The first thing the men did was remove most of the 'furniture' and strip the tiles from the walls and floors. Apparently when they work in newer houses, the tiles almost 'jump off the walls'. Well ours weren't jumping at all, and it took a lot of work with hammers and drills to get this far. Sufficient to say we had a very noisy day.

I took this one when they went off for some lunch. By the end of the day they had just about cleared the walls and floor, and removed the patches of cement, so today they are filling the floor holes from the new plumbing, replacing some badly worn pipes, and putting in the shower tray, and tomorrow morning they are coming back to tile the walls. I admire the Spanish work ethic. When they start a job they crack on and only stop for a short coffee, and then a lunch break. The tilers are two Spanish men who work for the English company contracted for the whole job. It is run by a lovely couple we have got to know quite well. The wife, and her father draw the plans and work out the estimates, her husband does all the plumbing, and a second English man does any building, assembles cabinets etc. They must be a good team for three of them to mange to work together in our fairly small bathroom. It is good to see it getting done.

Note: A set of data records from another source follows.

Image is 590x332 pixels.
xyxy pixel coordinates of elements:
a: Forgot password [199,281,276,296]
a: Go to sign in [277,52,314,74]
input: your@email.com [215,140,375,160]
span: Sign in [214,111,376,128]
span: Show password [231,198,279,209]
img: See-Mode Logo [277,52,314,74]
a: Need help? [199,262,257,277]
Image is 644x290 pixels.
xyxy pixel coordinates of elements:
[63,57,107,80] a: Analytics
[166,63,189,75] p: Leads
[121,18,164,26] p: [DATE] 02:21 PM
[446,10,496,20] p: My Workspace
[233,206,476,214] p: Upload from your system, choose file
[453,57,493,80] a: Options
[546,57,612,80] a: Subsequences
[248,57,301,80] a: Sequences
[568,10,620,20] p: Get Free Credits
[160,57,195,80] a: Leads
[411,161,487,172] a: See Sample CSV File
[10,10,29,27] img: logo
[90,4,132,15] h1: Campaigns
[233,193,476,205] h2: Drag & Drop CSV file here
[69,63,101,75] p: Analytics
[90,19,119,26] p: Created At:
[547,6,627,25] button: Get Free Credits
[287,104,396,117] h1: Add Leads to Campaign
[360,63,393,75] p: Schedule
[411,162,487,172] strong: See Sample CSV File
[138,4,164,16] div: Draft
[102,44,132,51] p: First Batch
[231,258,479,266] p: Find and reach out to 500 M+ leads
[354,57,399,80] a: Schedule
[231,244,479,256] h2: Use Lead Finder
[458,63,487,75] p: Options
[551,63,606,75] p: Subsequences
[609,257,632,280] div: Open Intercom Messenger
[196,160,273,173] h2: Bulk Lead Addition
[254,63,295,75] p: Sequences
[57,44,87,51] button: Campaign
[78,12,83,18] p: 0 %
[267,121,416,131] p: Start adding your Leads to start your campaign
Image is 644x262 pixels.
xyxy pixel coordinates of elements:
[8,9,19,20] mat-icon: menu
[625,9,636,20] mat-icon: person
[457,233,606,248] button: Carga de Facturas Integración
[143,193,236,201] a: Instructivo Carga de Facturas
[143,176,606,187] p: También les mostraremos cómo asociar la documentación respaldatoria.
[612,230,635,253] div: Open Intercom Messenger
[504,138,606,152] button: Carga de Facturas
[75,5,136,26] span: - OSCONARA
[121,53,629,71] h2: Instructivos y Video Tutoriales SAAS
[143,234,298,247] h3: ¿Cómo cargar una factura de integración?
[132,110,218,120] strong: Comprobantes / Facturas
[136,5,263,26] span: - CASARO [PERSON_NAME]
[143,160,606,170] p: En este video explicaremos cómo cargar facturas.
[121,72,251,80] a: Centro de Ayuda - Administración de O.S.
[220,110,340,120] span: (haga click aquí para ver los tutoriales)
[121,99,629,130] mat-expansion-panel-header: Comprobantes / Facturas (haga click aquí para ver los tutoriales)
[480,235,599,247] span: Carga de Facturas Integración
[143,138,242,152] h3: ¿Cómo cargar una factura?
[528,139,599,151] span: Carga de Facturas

My only other photos are from the garden, taken on a greyish day, but before the rain came. I just happened to notice that the bright pink bougainvillea that we cut back quite hard a few weeks ago, is now growing again, and has some lovely new flowers on it. Rather like the rhododendrons in UK, the one with mauve flowers is the common one and grows like a weed all over the place. This is the one we have finally got under control, outside my kitchen window. But I always wanted one of the bright pink ones, and one day I saw a sad little cutting in the corner of the garden centre. It was really only a bare stick, with a couple of leaves on it and I think we paid 1€ for it. I took it home and gave it lots of TLC, and when I was fairly sure it would survive, Chris planted it just beyond our back railings so I could encourage it to grow up a fence there, and along the railings, which it has now done. And for most of the year it now has flowers on, and is a riotous patch of colour even on the grey days.

I am happy to say the number of active virus cases in the village has almost halved, so hopefully the outbreak is now under control. Of course we are still taking great care. And our province , along with major cities, have closed their borders, so I thought I would show you how this is enforced!
Of course this is only possible because we have far fewer main roads leading in and out of our towns and cities than you do, and it is an extreme measure,only used in the worst affected areas. Usually a policeman waving you down to check on the reason for your journey is sufficient.
And to end on a happy note, here a picture that caught my eye when  a friend posted it on Facebook. Those who know me well will understand why I like it. I wouldn't want to make it, but I understand it was a joint effort. I don't know the location. I believe I saw it, or something similar, last year, but I just had to have a second look.